Thursday, November 7, 2019

The Art of the Pageplay II

What novelists and story writers can learn from film techniques, Part II

As promised, here is the second post on the Fred Leebron seminar titled, “Narrative Techniques from Film,” from the QueensMFA Professional Development Weekend, which I attended in mid-September. (See The Art of the Pageplay I, which covers the films “Pulp Fiction” and “Vertigo,” for Part I.)

The third film scene Fred covered was from “Hidden Figures:” the pivotal, wrenching bathroom speech delivered by the mathematician Katherine Johnson (Taraji P. Henson) when she is confronted by her director at NASA, Al Harrison (Kevin Costner) about intermittent absences during the day.

The advice here: As a fiction writer, you have the option to allow your characters to say what they would never allow themselves to say, so do it.

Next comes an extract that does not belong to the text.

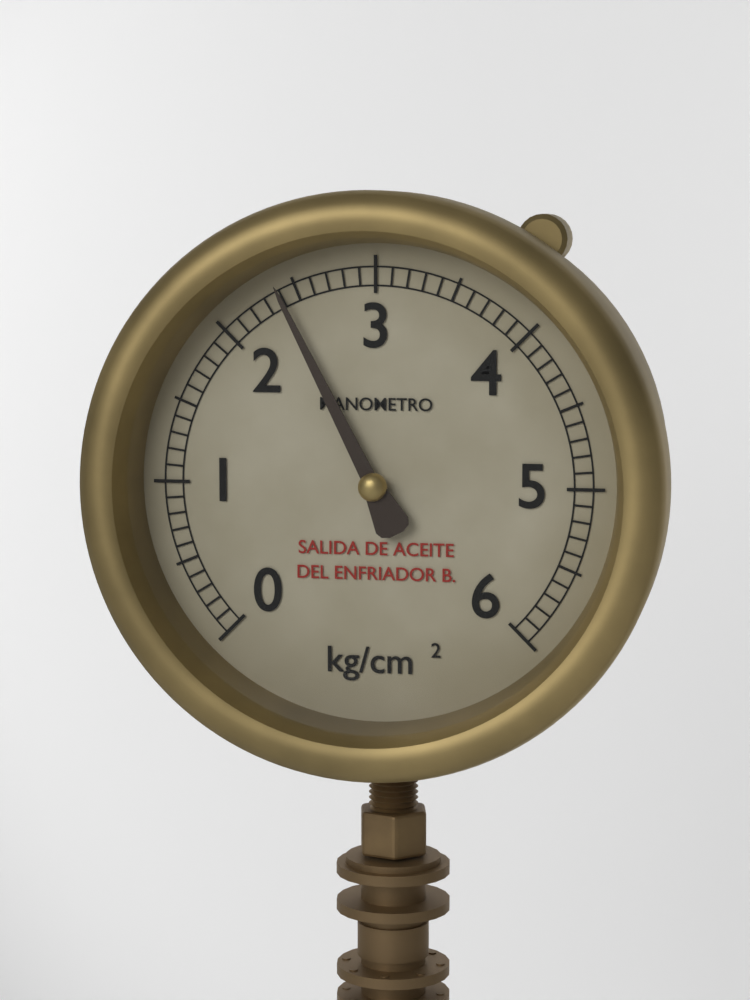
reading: 2.4 kg/cm²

And when you do, employ dramatic scene construction, something like a lone African-American woman rushing soaking wet into the middle of a roomful of white men in identical white shirts and black ties, and tonal variation in the dialog, or in this case, monolog, which begins as a panicked confession, then quickly rises to a soulful condemnation of the institutional injustices heaped on women and people of color—of which, of course, Johnson is both—during the 1960s.

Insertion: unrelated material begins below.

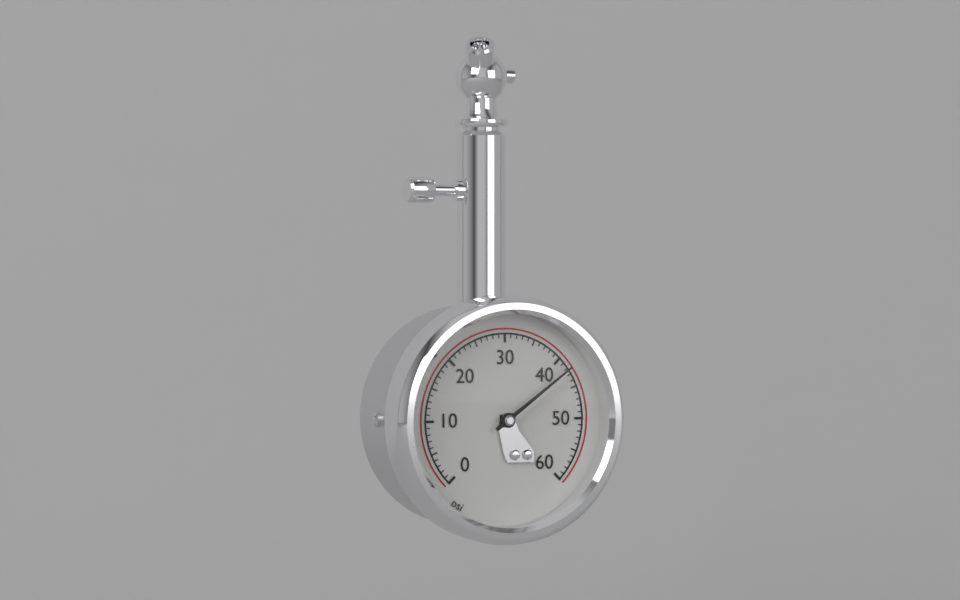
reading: 42 psi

The visual power of a scene like this certainly cannot be reproduced in text, but the essential elements can be emulated.



Similarly, we can learn from techniques employed in a haunting scene in the film “Cabaret,” in which innocent and devoted Germans, led by a particularly earnest young man in a Hitler Youth uniform, burst spontaneously into song on a beautiful day at an outdoor café.


The song, “Tomorrow Belongs to Me,” was written to emulate the patriotic “fatherland” anthems of the Weimar Republic of the early 1930s, and is thus laden with a sense of dread that lies in wicked contrast to the pearly white skin, pressed uniform, and blonde hair of the lead singer and many of the extras who join in.


These unspeakably high stakes are the key to the scene, which reaches its apex in a foreboding chorus of unspeakable tragedy to come. Fred’s message here, that “any good scene reaches beyond itself,” can be buttressed further by an aftermath: in this case, the characters of Brian Roberts (Michael York) and Maximilian von Heune (Helmut Griem) departing the café with Brian asking Max, “Still think you can control them?”

In calling out the utility of film techniques in prose writing, Fred is not alone: This is something Benjamin Percy—among others, I’m sure—did consistently and to great effect in his workshops for years. So take it to heart, and have fun with it.